The first hindrance is search is no good. I can’t find what I want. If I search for “surface” and I get a list of “surface cleaners” on your store, I’m likely not going to continue my journey. Many retailers consider their digital storefronts secondary. They focus on SEO or other forms of Internet marketing, but don’t think about the user’s journey through the actual store.

Another related problem is when search is hyperfocussed on giving me the “one right answer” to my search. In the case of “reverse showrooming” I don’t want the perfect item, I want to just browse the shelves for a little immediate retail therapy. This plays towards physical retail’s more limited inventory. Focus more on recall: letting the user compare and contrast 3 or 4 options. Focus on content-specific filters, that let narrow their priorities in ways that reflect what users prioritize for that content type. An example of this is my experience buying a laptop bag on NorthFace’s site.

Lower-inventory, traditional retail needs to focus on quality over quantity. Amazon is all about quantity. They leave it to the user to do needed research on their extremely vast array of products–and its a lot of work! With reverse showrooming, I’m making a knee-jerk buying decision. Don’t let me hesitate on buying. Don’t leave any chance for having a thought-hiccup that I’m about to spend $250 on a graphics card. Think about the Apple Store: I rarely hesitate on a buying decision. They have a limited, high quality set of inventory that I trust. It’s also like the four star restaurant with five, seasonal items on the menu. The chef has carefully selected the ingredients and crafted a handful of dishes. How can your store become an expert in what it sells? Remember this expertise can pay for itself if it leads to immediate, gratification focussed sales.

How does this relate to e-commerce search? User reviews on anything other than Amazon seem hard to trust. They range from 4 stars to 5 stars. In a search results listing, when comparing/contrasting a few items to purchase those stars seem like a big distraction. When a user then goes to do further research elsewhere, these stars don’t align well to what experts elsewhere say. This causes the shopper to discount the store’s authority on the products they sell. Does Best Buy really know computer graphics cards? Do they really understand computer monitors? Maybe I should go elsewhere…

Another consideration is to define reliable metrics can be used to optimize for your ability to satisfy material lust? Search and recommendations is perhaps unhealthily focussed on optimizing clickthru. The more important metrics are closer to business-level. Optimize for how many “buy it in store” products. If you have a delivery service, optimize for this. You can then A/B test a variety of optimizations for these more business focussed metrics, not just clickthru. We focus on finding the right high-level metrics in our search relevance methodology. In our experience, this can be one of the most important and challenging aspects to any search or recommendations systems.

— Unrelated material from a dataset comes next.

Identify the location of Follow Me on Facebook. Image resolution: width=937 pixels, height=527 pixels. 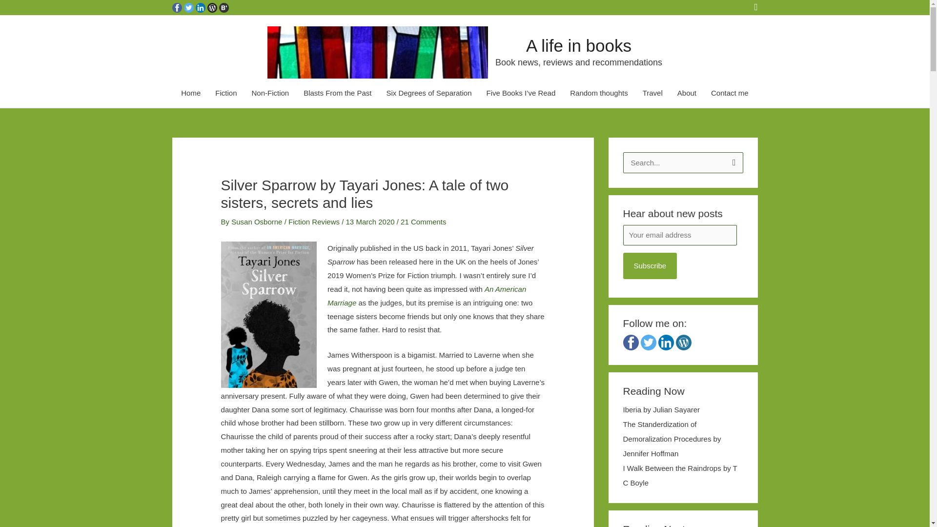
(177, 7).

Another consideration is trying to completely separate the Amazon-like “ship it to me” user experience from the retail-therapy “buy it now” user experience. Perhaps traditional retail should give up on the former, and focus on being a Web-first retail therapy delivery system. This is very important: it speaks to what’s being optimized for. If you’re optimizing in two directions at the same time, you’ll do a poor job at both. In particular the Amazon-like experience is a race to the bottom. It’s optimizing a network of delivery systems for cost. You need to optimize for something else: immediate gratification without hesitation.

If you’d like to discuss how your site can be optimized for reverse showrooming, or any other use case, don’t hesitate to get in touch. We wrote the book on search relevance. We build search and recommendation systems for the best, let us help you!